Chapter 2:
“Better than being imperfect, the perverse logic goes, is to do nothing...but then, of course, nothing changes.”
When I was younger I really enjoyed drawing but I was not super keen on proportions. I just was super lazy to learn proportions more than I had, especially because it seemed really daunting to me. The drawings that I did have that I used proportions, in my opinion were not up to my standard and I felt like I could do better but instead of working at it and getting better I just stopped drawing completely.
“We lose a lot more often than we win, and even when we win, we have to fight again the very next day to hold on to the little we gained. It’s easy to get dispirited as an activist.”
We’ve made a lot of progressive and inclusive moves especially within the last few decades but as of recent this progress is in danger we have to fight harder than ever to not only keep those laws but also keep moving towards that inclusive end goal.
Chapter 3:
“In order for history to be useful, we need to use it—to learn from it and then put these lessons into action.”
I think this is where we’ve been failed as a whole, not only in America but everywhere really, we aren’t properly taught history if we are even taught history that is. I feel like for a lot of us history is just a subject in school, information you need to know for tests or quizzes, we don’t learn it in a way that humanizes these events. Seeing history as simply history and not as a lesson is our greatest flaw.
We sometimes get hung upon what we think activists and artists, protests and movements, are supposed to look like—this often being based on how things have looked in the past, or in other places.
I think a great example of somewhere we wouldn't necessarily think of a place of activism is the Halftime Show stage at the Superbowl.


● **WHAT IS REQUIRED**
Could you filter the data below down to the lines that hold the word "span"?

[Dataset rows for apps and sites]

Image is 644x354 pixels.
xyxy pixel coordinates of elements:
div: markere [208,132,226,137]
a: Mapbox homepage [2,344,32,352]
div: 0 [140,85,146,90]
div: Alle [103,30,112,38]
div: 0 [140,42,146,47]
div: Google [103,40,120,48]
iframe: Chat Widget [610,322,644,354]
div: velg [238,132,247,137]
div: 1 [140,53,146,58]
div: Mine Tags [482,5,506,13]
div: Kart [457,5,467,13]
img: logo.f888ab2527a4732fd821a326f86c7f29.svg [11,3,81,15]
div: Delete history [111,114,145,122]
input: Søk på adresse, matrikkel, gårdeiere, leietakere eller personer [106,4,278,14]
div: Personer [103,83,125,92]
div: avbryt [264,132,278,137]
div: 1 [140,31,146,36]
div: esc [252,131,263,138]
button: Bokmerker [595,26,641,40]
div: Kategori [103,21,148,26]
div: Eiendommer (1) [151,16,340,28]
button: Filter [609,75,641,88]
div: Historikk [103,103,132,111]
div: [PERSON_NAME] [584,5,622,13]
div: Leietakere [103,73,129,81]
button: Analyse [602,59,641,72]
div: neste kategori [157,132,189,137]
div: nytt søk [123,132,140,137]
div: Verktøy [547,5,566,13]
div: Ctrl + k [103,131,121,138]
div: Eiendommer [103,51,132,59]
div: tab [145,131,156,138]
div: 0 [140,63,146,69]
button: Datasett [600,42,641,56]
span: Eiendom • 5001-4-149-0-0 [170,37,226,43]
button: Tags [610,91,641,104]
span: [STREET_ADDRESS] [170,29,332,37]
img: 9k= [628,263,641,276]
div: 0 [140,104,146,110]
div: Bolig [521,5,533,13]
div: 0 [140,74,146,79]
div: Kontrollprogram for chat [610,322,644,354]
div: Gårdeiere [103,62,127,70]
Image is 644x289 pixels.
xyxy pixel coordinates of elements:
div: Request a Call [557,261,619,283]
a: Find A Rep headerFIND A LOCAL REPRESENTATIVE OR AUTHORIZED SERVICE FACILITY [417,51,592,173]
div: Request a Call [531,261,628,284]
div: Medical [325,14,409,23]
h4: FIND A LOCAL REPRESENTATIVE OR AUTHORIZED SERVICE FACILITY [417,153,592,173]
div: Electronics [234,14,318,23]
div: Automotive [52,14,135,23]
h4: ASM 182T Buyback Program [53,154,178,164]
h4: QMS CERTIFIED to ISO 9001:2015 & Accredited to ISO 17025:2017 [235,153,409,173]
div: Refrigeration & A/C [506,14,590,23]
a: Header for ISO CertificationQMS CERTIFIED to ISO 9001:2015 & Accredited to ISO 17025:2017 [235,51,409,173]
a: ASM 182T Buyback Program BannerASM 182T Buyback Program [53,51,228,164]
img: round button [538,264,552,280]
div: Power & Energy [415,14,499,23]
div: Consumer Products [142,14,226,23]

● **RESPONSE TO THE EXERCISE**
span: Eiendom • 5001-4-149-0-0 [170,37,226,43]
span: [STREET_ADDRESS] [170,29,332,37]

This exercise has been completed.